User-agent swap boosts elinks speed

For most of this year I’ve been using elinks as my browser of choice, so long as I wasn’t surfing for something that needed image access specifically — like online shopping, since that makes it difficult to see thumbnails and so forth.

One thing that has always annoyed me has been the seemingly slow rate that elinks brings in some pages, with a long drag that tends to hang the program near the end of loading. It was exceptionally slow on the Pentium, but was only an issue on certain sites — the Ubuntu Forums were rather draggy, but the front page of Wikipedia was terrible. Some of the pages there could take a full minute to complete, which is unthinkable with a text-only browser.

I was willing to suffer through it usually, just because there was no indication elsewhere on the web that anything was wrong. And given that I usually am working on a customized machine in the sub-600Mhz range, I was willing to mentally attribute it to my bad luck or my bad configuration.

Fast-forward to this morning, when I finally got tired of other, unrelated sites blocking page access because elinks has its own user-agent string that it reports. That too is rather rare, but in a case where it keeps me from getting technical information, it’s quite frustrating.

These two issues are related because when I swapped out the user-agent string in Elinks (it’s hiding at Protocols / HTTP / User-agent identification) from its own native

ELinks/%v (textmode; %s; %t-%b)

to the user-agent string for a Linux version of Firefox 3.5.5

Mozilla/5.0 (X11; U; Linux i686 (x86_64); en-US; rv:1.9.1.5) Gecko/20091102 Firefox/3.5.5

I got a huge speed burst. Wikipedia pages load in a matter of seconds now, and the Ubuntu Forums are also much faster. There is a slight difference in how some information is shown — CSS rollover menus, for example, seem to be spilled off to the left, rather than arranged in a table form as before. That’s going to depend on the site and the code, of course.

But the difference in loading times is remarkable. It also doesn’t hang the application like before, where paging up or down was delayed while elinks waited for the site to supply more information. Bonus.

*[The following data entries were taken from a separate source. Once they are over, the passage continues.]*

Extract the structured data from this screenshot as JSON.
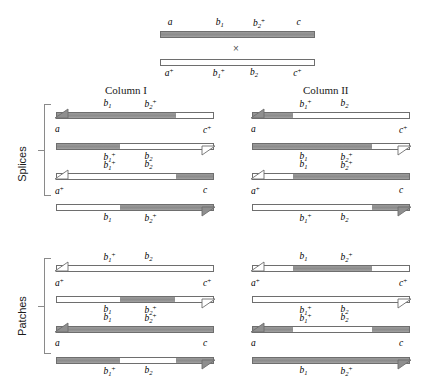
{
  "figure": {
    "cross_symbol": "×",
    "colors": {
      "gray_allele": "#8f8f8f",
      "white_allele": "#ffffff",
      "outline": "#6e6e6e",
      "text": "#1a1a1a"
    }
  },
  "headers": {
    "column_one": "Column I",
    "column_two": "Column II"
  },
  "side_labels": {
    "splices": "Splices",
    "patches": "Patches"
  },
  "parents": {
    "top": {
      "labels": [
        "a",
        "b₁",
        "b₂⁺",
        "c"
      ],
      "label_parts": [
        {
          "base": "a",
          "sub": "",
          "sup": ""
        },
        {
          "base": "b",
          "sub": "1",
          "sup": ""
        },
        {
          "base": "b",
          "sub": "2",
          "sup": "+"
        },
        {
          "base": "c",
          "sub": "",
          "sup": ""
        }
      ],
      "fill": "gray"
    },
    "bottom": {
      "labels": [
        "a⁺",
        "b₁⁺",
        "b₂",
        "c⁺"
      ],
      "label_parts": [
        {
          "base": "a",
          "sub": "",
          "sup": "+"
        },
        {
          "base": "b",
          "sub": "1",
          "sup": "+"
        },
        {
          "base": "b",
          "sub": "2",
          "sup": ""
        },
        {
          "base": "c",
          "sub": "",
          "sup": ""
        }
      ],
      "fill": "white"
    }
  },
  "splices": {
    "column_one": {
      "pair_one": {
        "top_labels_above": [
          {
            "base": "b",
            "sub": "1",
            "sup": ""
          },
          {
            "base": "b",
            "sub": "2",
            "sup": "+"
          }
        ],
        "end_label_left": {
          "base": "a",
          "sub": "",
          "sup": ""
        },
        "end_label_right": {
          "base": "c",
          "sub": "",
          "sup": "+"
        },
        "bottom_labels_below": [
          {
            "base": "b",
            "sub": "1",
            "sup": "+"
          },
          {
            "base": "b",
            "sub": "2",
            "sup": ""
          }
        ],
        "top_segments": [
          {
            "from": 0,
            "to": 75,
            "fill": "gray"
          }
        ],
        "bottom_segments": [
          {
            "from": 0,
            "to": 40,
            "fill": "gray"
          }
        ],
        "top_arrow": "left-filled",
        "bottom_arrow": "right-open"
      },
      "pair_two": {
        "top_labels_above": [
          {
            "base": "b",
            "sub": "1",
            "sup": "+"
          },
          {
            "base": "b",
            "sub": "2",
            "sup": ""
          }
        ],
        "end_label_left": {
          "base": "a",
          "sub": "",
          "sup": "+"
        },
        "end_label_right": {
          "base": "c",
          "sub": "",
          "sup": ""
        },
        "bottom_labels_below": [
          {
            "base": "b",
            "sub": "1",
            "sup": ""
          },
          {
            "base": "b",
            "sub": "2",
            "sup": "+"
          }
        ],
        "top_segments": [
          {
            "from": 75,
            "to": 100,
            "fill": "gray"
          }
        ],
        "bottom_segments": [
          {
            "from": 40,
            "to": 100,
            "fill": "gray"
          }
        ],
        "top_arrow": "left-open",
        "bottom_arrow": "right-filled"
      }
    },
    "column_two": {
      "pair_one": {
        "top_labels_above": [
          {
            "base": "b",
            "sub": "1",
            "sup": "+"
          },
          {
            "base": "b",
            "sub": "2",
            "sup": ""
          }
        ],
        "end_label_left": {
          "base": "a",
          "sub": "",
          "sup": ""
        },
        "end_label_right": {
          "base": "c",
          "sub": "",
          "sup": "+"
        },
        "bottom_labels_below": [
          {
            "base": "b",
            "sub": "1",
            "sup": ""
          },
          {
            "base": "b",
            "sub": "2",
            "sup": "+"
          }
        ],
        "top_segments": [
          {
            "from": 0,
            "to": 25,
            "fill": "gray"
          }
        ],
        "bottom_segments": [
          {
            "from": 0,
            "to": 75,
            "fill": "gray"
          }
        ],
        "top_arrow": "left-filled",
        "bottom_arrow": "right-open"
      },
      "pair_two": {
        "top_labels_above": [
          {
            "base": "b",
            "sub": "1",
            "sup": ""
          },
          {
            "base": "b",
            "sub": "2",
            "sup": "+"
          }
        ],
        "end_label_left": {
          "base": "a",
          "sub": "",
          "sup": "+"
        },
        "end_label_right": {
          "base": "c",
          "sub": "",
          "sup": ""
        },
        "bottom_labels_below": [
          {
            "base": "b",
            "sub": "1",
            "sup": "+"
          },
          {
            "base": "b",
            "sub": "2",
            "sup": ""
          }
        ],
        "top_segments": [
          {
            "from": 25,
            "to": 100,
            "fill": "gray"
          }
        ],
        "bottom_segments": [
          {
            "from": 75,
            "to": 100,
            "fill": "gray"
          }
        ],
        "top_arrow": "left-open",
        "bottom_arrow": "right-filled"
      }
    }
  },
  "patches": {
    "column_one": {
      "pair_one": {
        "top_labels_above": [
          {
            "base": "b",
            "sub": "1",
            "sup": "+"
          },
          {
            "base": "b",
            "sub": "2",
            "sup": ""
          }
        ],
        "end_label_left": {
          "base": "a",
          "sub": "",
          "sup": "+"
        },
        "end_label_right": {
          "base": "c",
          "sub": "",
          "sup": "+"
        },
        "bottom_labels_below": [
          {
            "base": "b",
            "sub": "1",
            "sup": ""
          },
          {
            "base": "b",
            "sub": "2",
            "sup": "+"
          }
        ],
        "top_segments": [],
        "bottom_segments": [
          {
            "from": 40,
            "to": 75,
            "fill": "gray"
          }
        ],
        "top_arrow": "left-open",
        "bottom_arrow": "right-open"
      },
      "pair_two": {
        "top_labels_above": [
          {
            "base": "b",
            "sub": "1",
            "sup": ""
          },
          {
            "base": "b",
            "sub": "2",
            "sup": "+"
          }
        ],
        "end_label_left": {
          "base": "a",
          "sub": "",
          "sup": ""
        },
        "end_label_right": {
          "base": "c",
          "sub": "",
          "sup": ""
        },
        "bottom_labels_below": [
          {
            "base": "b",
            "sub": "1",
            "sup": "+"
          },
          {
            "base": "b",
            "sub": "2",
            "sup": ""
          }
        ],
        "top_segments": [
          {
            "from": 0,
            "to": 100,
            "fill": "gray"
          }
        ],
        "bottom_segments": [
          {
            "from": 0,
            "to": 40,
            "fill": "gray"
          },
          {
            "from": 75,
            "to": 100,
            "fill": "gray"
          }
        ],
        "top_arrow": "left-filled",
        "bottom_arrow": "right-filled"
      }
    },
    "column_two": {
      "pair_one": {
        "top_labels_above": [
          {
            "base": "b",
            "sub": "1",
            "sup": ""
          },
          {
            "base": "b",
            "sub": "2",
            "sup": "+"
          }
        ],
        "end_label_left": {
          "base": "a",
          "sub": "",
          "sup": "+"
        },
        "end_label_right": {
          "base": "c",
          "sub": "",
          "sup": "+"
        },
        "bottom_labels_below": [
          {
            "base": "b",
            "sub": "1",
            "sup": "+"
          },
          {
            "base": "b",
            "sub": "2",
            "sup": ""
          }
        ],
        "top_segments": [
          {
            "from": 25,
            "to": 75,
            "fill": "gray"
          }
        ],
        "bottom_segments": [],
        "top_arrow": "left-open",
        "bottom_arrow": "right-open"
      },
      "pair_two": {
        "top_labels_above": [
          {
            "base": "b",
            "sub": "1",
            "sup": "+"
          },
          {
            "base": "b",
            "sub": "2",
            "sup": ""
          }
        ],
        "end_label_left": {
          "base": "a",
          "sub": "",
          "sup": ""
        },
        "end_label_right": {
          "base": "c",
          "sub": "",
          "sup": ""
        },
        "bottom_labels_below": [
          {
            "base": "b",
            "sub": "1",
            "sup": ""
          },
          {
            "base": "b",
            "sub": "2",
            "sup": "+"
          }
        ],
        "top_segments": [
          {
            "from": 0,
            "to": 25,
            "fill": "gray"
          },
          {
            "from": 75,
            "to": 100,
            "fill": "gray"
          }
        ],
        "bottom_segments": [
          {
            "from": 0,
            "to": 100,
            "fill": "gray"
          }
        ],
        "top_arrow": "left-filled",
        "bottom_arrow": "right-filled"
      }
    }
  }
}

I’m not sure why the user agent string should make a difference, but tell me if it does the same for you. It’s always possible that I am conveniently imagining things. It wouldn’t be the first time. πŸ™„

7 thoughts on “User-agent swap boosts elinks speed

  1. Sertse

    Another cool feature of using a firefox user agent on elinks is that even site like facebook now work with it.

    Instead of telling you that your browser is incompatible, which would prevent logging in at all, you only get the javascript disabled warning and it works!

    It’s even better using “facebook lite”, since regular facebook depends a lot on javascipt so you can’t do much even when logged in, while lite doesn’t.

    Needless to say, I was quite surprised by that. Social networking in the console πŸ˜‰

    Reply
    1. mulenmar

      I’ve done that before, it’s a cool trick. I don’t understand why the “Javascript disabled” warning would come up in Elinks, though — I thought Elinks used Spidermonkey for that?

      Reply
  2. n2j3

    cheers, nice trick πŸ™‚ in w3m you issue the following

    w3m -o user_agent=”Mozilla/5.0 (X11; U; Linux i686 (x86_64); en-US; rv:1.9.1.5) Gecko/20091102 Firefox/3.5.5″

    Reply
  3. evidex

    Can I ask, how do you get your elinks to display Ubuntu Forums like is does in your second desktop shot? I’d like to try and wean my older computer off Firefox or Epiphany, but the formatting in elinks is easy to put off someone 😦

    Reply
  4. martintxo

    I have made some test with wikipedia and ubuntuforums, with the standar user agent, whit no user agent, and with the one of this seamonkey browser (Mozilla/5.0 (X11; U; Linux i686; es-ES; rv:1.8.1.23) Gecko/20090913 SeaMonkey/1.1.18).

    For me the time to load this 2 pages are the same with these user agents:
    http://ubuntuforums.org/: 1-2 sec more or less
    http://es.wikipedia.org/: 8-9 seconds

    This machine: Pentium III at 531.521 Mhz, 500 Mb of RAM.